Use of head and neck CTA has increased significantly among commercially insured and Medicare Advantage patients.
Utilization of head and neck CT angiography (CTA) in the emergency department ballooned, outpacing all other neurological exams.
In a study published Aug. 5 in the American Journal of Roentgenology, a team of investigators from the Georgia Institute of Technology (Georgia Tech) determined that the compound annual growth rate for these scans was 25 percent to 27 percent from 2007 to 2017. Unenhanced head CT was the most common neuroimaging exam in the emergency department, they said.

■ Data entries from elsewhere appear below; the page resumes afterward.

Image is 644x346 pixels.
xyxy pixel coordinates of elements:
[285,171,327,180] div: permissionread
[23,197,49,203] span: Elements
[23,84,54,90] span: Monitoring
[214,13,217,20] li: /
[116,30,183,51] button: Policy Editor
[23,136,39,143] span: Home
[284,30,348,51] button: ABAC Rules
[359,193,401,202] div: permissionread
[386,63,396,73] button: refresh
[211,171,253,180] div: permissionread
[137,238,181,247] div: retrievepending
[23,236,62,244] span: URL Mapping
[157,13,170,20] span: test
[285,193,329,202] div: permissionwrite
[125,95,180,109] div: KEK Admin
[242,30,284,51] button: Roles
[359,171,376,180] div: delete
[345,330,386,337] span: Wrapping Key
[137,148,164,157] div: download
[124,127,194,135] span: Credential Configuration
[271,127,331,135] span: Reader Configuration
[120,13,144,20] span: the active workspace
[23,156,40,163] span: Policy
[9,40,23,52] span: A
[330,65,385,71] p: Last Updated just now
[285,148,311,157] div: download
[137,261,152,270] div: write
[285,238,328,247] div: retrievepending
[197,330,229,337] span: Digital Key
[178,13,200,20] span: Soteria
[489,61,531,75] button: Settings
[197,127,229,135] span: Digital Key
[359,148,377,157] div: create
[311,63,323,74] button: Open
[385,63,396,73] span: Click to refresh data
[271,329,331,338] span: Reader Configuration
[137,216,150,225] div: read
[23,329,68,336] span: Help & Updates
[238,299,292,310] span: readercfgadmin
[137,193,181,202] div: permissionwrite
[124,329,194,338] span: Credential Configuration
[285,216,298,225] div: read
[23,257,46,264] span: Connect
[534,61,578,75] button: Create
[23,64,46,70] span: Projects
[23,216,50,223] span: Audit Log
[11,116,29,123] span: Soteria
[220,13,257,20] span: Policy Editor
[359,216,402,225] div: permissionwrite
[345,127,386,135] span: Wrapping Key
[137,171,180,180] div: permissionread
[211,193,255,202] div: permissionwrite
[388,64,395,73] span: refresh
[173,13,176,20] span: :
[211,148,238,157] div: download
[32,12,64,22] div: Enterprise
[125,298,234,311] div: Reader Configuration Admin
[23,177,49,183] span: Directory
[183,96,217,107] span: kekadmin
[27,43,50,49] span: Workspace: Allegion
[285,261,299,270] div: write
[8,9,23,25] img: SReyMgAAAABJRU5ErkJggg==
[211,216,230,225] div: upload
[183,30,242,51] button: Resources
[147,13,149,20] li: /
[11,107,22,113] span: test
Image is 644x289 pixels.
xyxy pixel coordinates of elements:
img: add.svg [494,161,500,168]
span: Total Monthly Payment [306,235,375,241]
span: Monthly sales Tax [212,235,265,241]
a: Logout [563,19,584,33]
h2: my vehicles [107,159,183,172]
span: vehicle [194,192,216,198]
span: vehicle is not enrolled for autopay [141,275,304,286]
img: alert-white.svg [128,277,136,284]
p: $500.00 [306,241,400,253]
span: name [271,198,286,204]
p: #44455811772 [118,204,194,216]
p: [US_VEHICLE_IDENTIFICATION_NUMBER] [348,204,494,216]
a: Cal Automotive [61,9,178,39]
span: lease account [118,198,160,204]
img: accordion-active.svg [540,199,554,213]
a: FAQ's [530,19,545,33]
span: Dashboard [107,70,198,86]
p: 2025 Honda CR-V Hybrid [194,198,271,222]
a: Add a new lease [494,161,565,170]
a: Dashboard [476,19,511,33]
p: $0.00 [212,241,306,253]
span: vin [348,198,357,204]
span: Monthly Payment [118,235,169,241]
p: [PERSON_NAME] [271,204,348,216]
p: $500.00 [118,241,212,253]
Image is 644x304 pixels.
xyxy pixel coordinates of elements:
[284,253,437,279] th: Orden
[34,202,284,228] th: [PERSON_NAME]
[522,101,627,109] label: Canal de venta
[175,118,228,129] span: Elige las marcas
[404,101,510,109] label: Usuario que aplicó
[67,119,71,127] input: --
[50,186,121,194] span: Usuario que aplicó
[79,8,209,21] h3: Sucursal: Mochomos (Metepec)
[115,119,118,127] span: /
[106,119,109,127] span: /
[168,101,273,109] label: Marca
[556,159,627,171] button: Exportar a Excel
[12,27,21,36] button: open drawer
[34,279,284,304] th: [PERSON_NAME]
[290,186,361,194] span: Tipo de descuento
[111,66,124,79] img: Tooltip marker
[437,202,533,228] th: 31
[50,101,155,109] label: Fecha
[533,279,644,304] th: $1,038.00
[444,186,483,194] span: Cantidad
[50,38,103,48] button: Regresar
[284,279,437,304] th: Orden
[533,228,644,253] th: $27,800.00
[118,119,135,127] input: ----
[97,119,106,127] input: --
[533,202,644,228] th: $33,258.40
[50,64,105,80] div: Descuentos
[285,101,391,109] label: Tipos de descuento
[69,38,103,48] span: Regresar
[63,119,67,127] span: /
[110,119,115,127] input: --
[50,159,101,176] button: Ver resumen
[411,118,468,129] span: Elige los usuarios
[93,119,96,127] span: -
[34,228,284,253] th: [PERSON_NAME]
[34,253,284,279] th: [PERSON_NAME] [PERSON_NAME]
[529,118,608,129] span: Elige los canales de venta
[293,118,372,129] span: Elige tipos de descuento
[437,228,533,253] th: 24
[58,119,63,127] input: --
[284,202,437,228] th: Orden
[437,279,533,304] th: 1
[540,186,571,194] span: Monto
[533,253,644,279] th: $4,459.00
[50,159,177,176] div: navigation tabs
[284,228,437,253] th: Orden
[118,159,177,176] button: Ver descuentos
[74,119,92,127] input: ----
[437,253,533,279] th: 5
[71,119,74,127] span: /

“The rapid growth of head and neck CTA observed in the fee-for-service Medicare population is also observed in the commercially insured and Medicare Advantage populations,” said Selin Merdan, Ph.D., associate director of the Value Analytics Lab in Georgia Tech’s department of industrial and systems engineering.
For their study, Merdan’s team evaluated the annual emergency department utilization of head CT, head MR, head CTA, neck CTA, head MR angiography (MRA), neck MRA, and carotid duplex ultrasound. They based their assessment on patient-level claims from Optum’s De-identified Clinformatics Data Mart database – a database that includes between 12 million and 14 million commercial and Medicare Advantage health plan enrollees.
They adjusted utilization rates using annual relative proportions of age groups and stratified by patient demographics, payer type, and provider state to account for an older sample population.
Based on their analysis, they determined emergency department neuroimaging use spiked 72 percent overall during the study period. Specifically, they found these increases: 69 percent for head CT, 67 percent for MRI, 1,100 percent for head CTA, 1,300 percent for neck CTA, 36 percent for head MRA, 52 percent for neck MRA. They also identified a slight drop of 8 percent for carotid duplex ultrasound.
Credit: American Journal of Roentgenology
In addition, among patients 65 and older, head CT and CTA of the head and neck experienced a continuous increase of 48 percent and 1,011 percent, respectively, for every 1,000 emergency department visits.
These findings, the team said, warrant paying closer attention to neuroimaging use in the emergency department.
“The appropriateness of this growth should be monitored as the indications for CTA expand and more incidental findings are uncovered,” the team said.